In 1915 I wrote in my editor's suggestion book: "Greatest woman's story in the world—Marie Curie, discoverer of radium."
For the next four years scarcely any writer of prominence went abroad without a commission from me to bring back the story of Madame Curie. Always they returned with the report: "She was not to be found," or "She was at the front somewhere," or "She won't see journalists." My own letters to Madame Curie brought no reply. I did not know then that great bags of mail from all parts of the world lay piled up in her laboratory where there was no secretary, while Madame Curie with her X-ray apparatus was at the front, relieving suffering and saving lives.
In May, 1919, another mission took me to Paris and I resolved to see Madame Curie myself. My friend, Stéphane Lauzanne, Editor-in-Chief of Le Matin, said: "Give it up. Become interested in something else; she will see no one. She does nothing but work."
I began to ask questions.
"She is very simple and exceedingly retiring," said Lauzanne. "Few things in life are more distasteful to her than publicity. Her mind is as exact and logical as science itself. She cannot accept or understand exaggerations and inaccurate quotations. She cannot understand why scientists, rather than science, should be discussed in the press. There are but two things for her—her little family and her work.
"After the death of Pierre Curie, the faculty and officials of the University of Paris decided to depart from all precedent and appoint a woman to a full professorship at the Sorbonne. Madame Curie accepted the appointment and the date was set for her installation.
"It was the history-making afternoon of October 5th, 1906. The members of the class which had formerly been instructed by Professor Pierre Curie were seated in one group.
"There was present a large crowd—celebrities, statesmen, academicians, all the faculty. Suddenly through a small side door entered a woman all in black, with pale hands and high arched forehead. The magnificent forehead won notice first. It was not merely a woman who stood before us, but a brain—a living thought. Her appearance was enthusiastically applauded for five minutes. When the applause died down, Madame Curie bent forward with slightly trembling lips. We wondered what she was about to say. It was important. It was history, whatever she said.
"In the foreground sat a stenographer, ready to record her words. Would she speak of her husband? Would she thank the Minister and the public? No, she began quite simply as follows:
"'When we consider the progress made by the theories of radio-activity since the beginning of the Nineteenth Century—' The important thing to this great woman is work. Time should not be wasted in idle words. And so, dispensing with all superficial formality, with no betrayal of the tremendous emotion which all but overcame her—except by the extreme pallor of her face and the trembling of her lips—she continued her lecture in clear, well-modulated tones.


◆ **Task goal**: Where does "item" appear in the data? Return each line that holds it.

(Figure dataset records)
== Segment start ==

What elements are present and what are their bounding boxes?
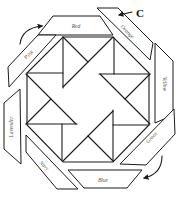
strip-label: Yellow bbox=[162, 77, 168, 92]
strip-red: Red bbox=[38, 16, 113, 35]
central-octagon bbox=[26, 37, 150, 162]
strip-lavender: Lavender bbox=[4, 89, 21, 164]
strip-label: Red bbox=[71, 23, 81, 29]
pattern-line bbox=[125, 74, 150, 99]
octagon-outline bbox=[27, 37, 149, 162]
strip-yellow: Yellow bbox=[155, 43, 173, 123]
pattern-line bbox=[26, 99, 51, 124]
strip-label: Lavender bbox=[8, 116, 14, 139]
strip-pink: Pink bbox=[8, 35, 56, 87]
pattern-line bbox=[88, 136, 113, 161]
strip-shape bbox=[8, 35, 56, 87]
strip-green: Green bbox=[120, 109, 175, 165]
strip-label: Blue bbox=[98, 177, 109, 183]
octagonal-star-quilt-diagram: RedOrangeYellowGreenBlueNavyLavenderPink… bbox=[0, 0, 188, 200]
pattern-line bbox=[63, 37, 88, 62]
strip-blue: Blue bbox=[68, 170, 142, 188]
callout-letter: C bbox=[136, 7, 144, 19]
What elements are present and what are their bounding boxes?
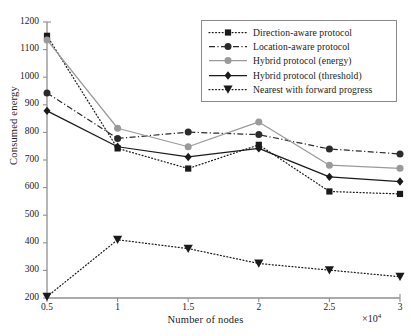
x-axis-title: Number of nodes (0, 314, 411, 325)
data-point-marker (397, 150, 404, 157)
chart-series (42, 236, 404, 301)
x-axis-tick-label: 3 (385, 302, 411, 312)
data-point-marker (42, 293, 51, 301)
y-axis-tick-label: 200 (9, 292, 39, 302)
x-axis-tick-label: 0.5 (32, 302, 62, 312)
x-axis-multiplier: ×104 (362, 312, 381, 324)
data-point-marker (185, 153, 192, 161)
chart-series (44, 107, 404, 186)
data-point-marker (397, 177, 404, 185)
data-point-marker (397, 191, 403, 197)
y-axis-tick-label: 1100 (9, 43, 39, 53)
legend-item[interactable]: Direction-aware protocol (207, 25, 391, 39)
legend-label: Nearest with forward progress (249, 84, 372, 95)
legend-item[interactable]: Location-aware protocol (207, 39, 391, 53)
data-point-marker (185, 129, 192, 136)
data-point-marker (255, 118, 262, 125)
y-axis-tick-label: 400 (9, 236, 39, 246)
legend-label: Hybrid protocol (energy) (249, 55, 352, 66)
y-axis-tick-label: 1000 (9, 71, 39, 81)
legend-symbol (207, 69, 249, 82)
y-axis-tick-label: 700 (9, 154, 39, 164)
legend-symbol (207, 54, 249, 67)
y-axis-tick-label: 500 (9, 209, 39, 219)
data-point-marker (44, 107, 51, 115)
legend-item[interactable]: Hybrid protocol (energy) (207, 54, 391, 68)
legend-item[interactable]: Hybrid protocol (threshold) (207, 68, 391, 82)
data-point-marker (44, 89, 51, 96)
data-point-marker (185, 143, 192, 150)
x-axis-tick-label: 2 (244, 302, 274, 312)
y-axis-tick-label: 1200 (9, 16, 39, 26)
y-axis-tick-label: 800 (9, 126, 39, 136)
legend-symbol (207, 83, 249, 96)
y-axis-tick-label: 900 (9, 98, 39, 108)
chart-legend: Direction-aware protocolLocation-aware p… (201, 20, 397, 102)
legend-symbol (207, 40, 249, 53)
x-axis-tick-label: 1 (103, 302, 133, 312)
x-axis-tick-label: 2.5 (314, 302, 344, 312)
data-point-marker (397, 165, 404, 172)
y-axis-tick-label: 600 (9, 181, 39, 191)
x-axis-multiplier-base: ×10 (362, 313, 378, 324)
data-point-marker (326, 145, 333, 152)
data-point-marker (326, 162, 333, 169)
legend-label: Location-aware protocol (249, 41, 350, 52)
legend-label: Hybrid protocol (threshold) (249, 70, 362, 81)
y-axis-tick-label: 300 (9, 264, 39, 274)
chart-figure: Consumed energy Number of nodes ×104 Dir… (0, 0, 411, 336)
data-point-marker (326, 188, 332, 194)
data-point-marker (185, 165, 191, 171)
legend-symbol (207, 26, 249, 39)
x-axis-multiplier-exponent: 4 (378, 312, 382, 320)
data-point-marker (114, 135, 121, 142)
legend-item[interactable]: Nearest with forward progress (207, 83, 391, 97)
data-point-marker (44, 36, 51, 43)
legend-label: Direction-aware protocol (249, 27, 352, 38)
data-point-marker (326, 173, 333, 181)
data-point-marker (114, 125, 121, 132)
data-point-marker (255, 131, 262, 138)
x-axis-tick-label: 1.5 (173, 302, 203, 312)
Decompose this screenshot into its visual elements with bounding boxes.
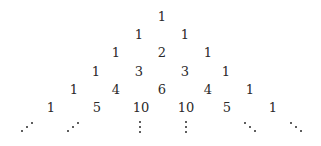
triangle-cell: 10 <box>178 101 195 114</box>
triangle-cell: 1 <box>204 46 212 59</box>
triangle-cell: 1 <box>47 101 55 114</box>
down-diagonal-ellipsis-icon <box>289 120 303 134</box>
triangle-cell: 1 <box>246 83 254 96</box>
triangle-cell: 4 <box>204 83 212 96</box>
triangle-cell: 1 <box>269 101 277 114</box>
triangle-cell: 1 <box>158 10 166 23</box>
triangle-cell: 4 <box>112 83 120 96</box>
pascal-triangle: 11112113311464115101051 <box>0 0 321 146</box>
triangle-cell: 1 <box>181 28 189 41</box>
triangle-cell: 3 <box>135 65 143 78</box>
triangle-cell: 1 <box>112 46 120 59</box>
triangle-cell: 5 <box>223 101 231 114</box>
triangle-cell: 1 <box>92 65 100 78</box>
triangle-cell: 10 <box>133 101 150 114</box>
triangle-cell: 2 <box>158 46 166 59</box>
triangle-cell: 3 <box>181 65 189 78</box>
vertical-ellipsis-icon <box>133 120 147 134</box>
vertical-ellipsis-icon <box>179 120 193 134</box>
up-diagonal-ellipsis-icon <box>20 120 34 134</box>
triangle-cell: 5 <box>93 101 101 114</box>
triangle-cell: 1 <box>135 28 143 41</box>
triangle-cell: 1 <box>222 65 230 78</box>
triangle-cell: 6 <box>158 83 166 96</box>
triangle-cell: 1 <box>70 83 78 96</box>
up-diagonal-ellipsis-icon <box>66 120 80 134</box>
down-diagonal-ellipsis-icon <box>243 120 257 134</box>
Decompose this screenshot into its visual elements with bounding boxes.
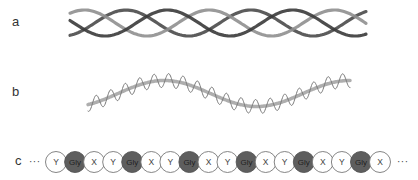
svg-text:X: X: [91, 157, 97, 167]
residue-x: X: [312, 152, 333, 173]
residue-y: Y: [274, 152, 295, 173]
residue-gly: Gly: [236, 152, 257, 173]
residue-x: X: [84, 152, 105, 173]
residue-x: X: [255, 152, 276, 173]
svg-text:Y: Y: [110, 157, 116, 167]
svg-text:Y: Y: [168, 157, 174, 167]
residue-y: Y: [331, 152, 352, 173]
residue-x: X: [198, 152, 219, 173]
svg-text:Gly: Gly: [69, 158, 81, 167]
svg-text:Gly: Gly: [183, 158, 195, 167]
residue-y: Y: [103, 152, 124, 173]
alpha-chain-coil: [88, 74, 350, 114]
trailing-ellipsis: ···: [397, 157, 409, 167]
residue-gly: Gly: [179, 152, 200, 173]
triple-helix-diagram: [70, 10, 366, 36]
svg-text:Gly: Gly: [298, 158, 310, 167]
svg-text:X: X: [206, 157, 212, 167]
svg-text:Y: Y: [339, 157, 345, 167]
residue-gly: Gly: [293, 152, 314, 173]
svg-text:Gly: Gly: [355, 158, 367, 167]
residue-gly: Gly: [65, 152, 86, 173]
svg-text:X: X: [263, 157, 269, 167]
svg-text:X: X: [320, 157, 326, 167]
residue-y: Y: [46, 152, 67, 173]
svg-text:Y: Y: [225, 157, 231, 167]
svg-text:X: X: [148, 157, 154, 167]
residue-y: Y: [160, 152, 181, 173]
svg-text:Y: Y: [282, 157, 288, 167]
residue-gly: Gly: [122, 152, 143, 173]
svg-text:Gly: Gly: [126, 158, 138, 167]
amino-acid-sequence-diagram: YGlyXYGlyXYGlyXYGlyXYGlyXYGlyX: [46, 152, 391, 173]
residue-y: Y: [217, 152, 238, 173]
svg-text:Y: Y: [53, 157, 59, 167]
residue-x: X: [141, 152, 162, 173]
coiled-chain-diagram: [88, 74, 350, 114]
svg-text:X: X: [377, 157, 383, 167]
leading-ellipsis: ···: [29, 157, 41, 167]
svg-text:Gly: Gly: [241, 158, 253, 167]
residue-x: X: [370, 152, 391, 173]
residue-gly: Gly: [351, 152, 372, 173]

== Segment end ==

◆ **Reply to the task**:
legend-item[interactable]: Direction-aware protocol (207, 25, 391, 39)
legend-item[interactable]: Location-aware protocol (207, 39, 391, 53)
legend-item[interactable]: Hybrid protocol (energy) (207, 54, 391, 68)
legend-item[interactable]: Hybrid protocol (threshold) (207, 68, 391, 82)
legend-item[interactable]: Nearest with forward progress (207, 83, 391, 97)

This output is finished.